Basically, my question is about how Javascript handles regex literals.
Contrasting with number, string and boolean where literals are primitive data types and corres
Here's what the spec has to say:
A regular expression literal is an input element that is converted to a RegExp object when it is scanned. The object is created before evaluation of the containing program or function begins. Evaluation of the literal produces a reference to that object; it does not create a new object. Two regular expression literals in a program evaluate to regular expression objects that never compare as
===
to each other even if the two literals' contents are identical.
There is no primitive regex type that autoboxes to an object in the same way as string
or number
.
Note, however, that not all browsers implement the "instantiate-once-per-literal" behavior, including Safari and IE6 (and possibly later), so portable code shouldn't depend on it. The abortive ECMAScript 4 draft would have changed the behavior to match those browsers:
In ES3 a regular expression literal like
/a*b/mg
denotes a single unique RegExp object that is created the first time the literal is encountered during evaluation. In ES4 a new RegExp object is created every time the literal is encountered during evaluation.
Also, some browsers (Firefox <3, Safari) report typeof /regex/
as "function"
, so portable code should avoid typeof
on RegExp instances—stick with instanceof
.
Yes, new RegExp("something", "g") is the same as /something/g
Yes, the following two expressions are equivalent:
var r1 = /ab+c/i,
r2 =new RegExp("ab+c", "i");
The constructor property of both points to the RegExp constructor function:
(/ab+c/i).constructor === RegExp // true
r2.constructor === RegExp // true
And a regexp literal is an instance of RegExp:
/ab+c/i instanceof RegExp // true
The basic difference is that defining regular expressions using the constructor function allows you to build and compile an expression from a string. This can be very useful for constructing complex expressions that will be re-used.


**Your instructions**
Line by line, give the data again exactly as it appears, but without pictures.

**Source records**
[Start of Attachment]

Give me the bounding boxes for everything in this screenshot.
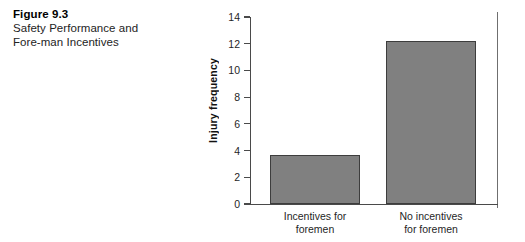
y-axis-tick: 0	[244, 203, 250, 204]
bar-chart: Injury frequency 02468101214 Incentives …	[205, 8, 499, 240]
y-axis-tick: 8	[244, 97, 250, 98]
y-axis-line	[250, 17, 251, 204]
y-axis-tick: 4	[244, 150, 250, 151]
x-axis-label: Incentives for foremen	[254, 210, 376, 236]
bar	[270, 155, 360, 204]
figure-caption: Figure 9.3 Safety Performance and Fore-m…	[13, 7, 163, 49]
bar	[386, 41, 476, 204]
y-axis-tick-label: 2	[234, 172, 240, 183]
y-axis-tick: 12	[244, 43, 250, 44]
y-axis-tick-label: 14	[228, 12, 240, 23]
y-axis-tick-label: 6	[234, 119, 240, 130]
figure-number: Figure 9.3	[13, 7, 163, 21]
y-axis-tick-label: 0	[234, 199, 240, 210]
y-axis-title: Injury frequency	[207, 58, 221, 143]
y-axis-tick-label: 8	[234, 92, 240, 103]
y-axis-tick: 10	[244, 70, 250, 71]
y-axis-tick-label: 10	[228, 65, 240, 76]
y-axis-tick-label: 4	[234, 145, 240, 156]
y-axis-tick-label: 12	[228, 38, 240, 49]
y-axis-tick: 2	[244, 177, 250, 178]
y-axis-tick: 14	[244, 16, 250, 17]
figure-title: Safety Performance and Fore-man Incentiv…	[13, 22, 145, 49]
x-axis-label: No incentives for foremen	[370, 210, 492, 236]
y-axis-tick: 6	[244, 123, 250, 124]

[End of Attachment]

**Result below**
Give me the bounding boxes for everything in this screenshot.
y-axis-tick: 0	[244, 203, 250, 204]
bar-chart: Injury frequency 02468101214 Incentives …	[205, 8, 499, 240]
y-axis-tick: 8	[244, 97, 250, 98]
y-axis-line	[250, 17, 251, 204]
y-axis-tick: 4	[244, 150, 250, 151]
x-axis-label: Incentives for foremen	[254, 210, 376, 236]
bar	[270, 155, 360, 204]
figure-caption: Figure 9.3 Safety Performance and Fore-m…	[13, 7, 163, 49]
bar	[386, 41, 476, 204]
y-axis-tick-label: 2	[234, 172, 240, 183]
y-axis-tick: 12	[244, 43, 250, 44]
y-axis-tick-label: 14	[228, 12, 240, 23]
y-axis-tick-label: 6	[234, 119, 240, 130]
figure-number: Figure 9.3	[13, 7, 163, 21]
y-axis-tick-label: 0	[234, 199, 240, 210]
y-axis-title: Injury frequency	[207, 58, 221, 143]
y-axis-tick-label: 8	[234, 92, 240, 103]
y-axis-tick: 10	[244, 70, 250, 71]
y-axis-tick-label: 10	[228, 65, 240, 76]
y-axis-tick-label: 4	[234, 145, 240, 156]
y-axis-tick-label: 12	[228, 38, 240, 49]
y-axis-tick: 2	[244, 177, 250, 178]
y-axis-tick: 14	[244, 16, 250, 17]
figure-title: Safety Performance and Fore-man Incentiv…	[13, 22, 145, 49]
x-axis-label: No incentives for foremen	[370, 210, 492, 236]
y-axis-tick: 6	[244, 123, 250, 124]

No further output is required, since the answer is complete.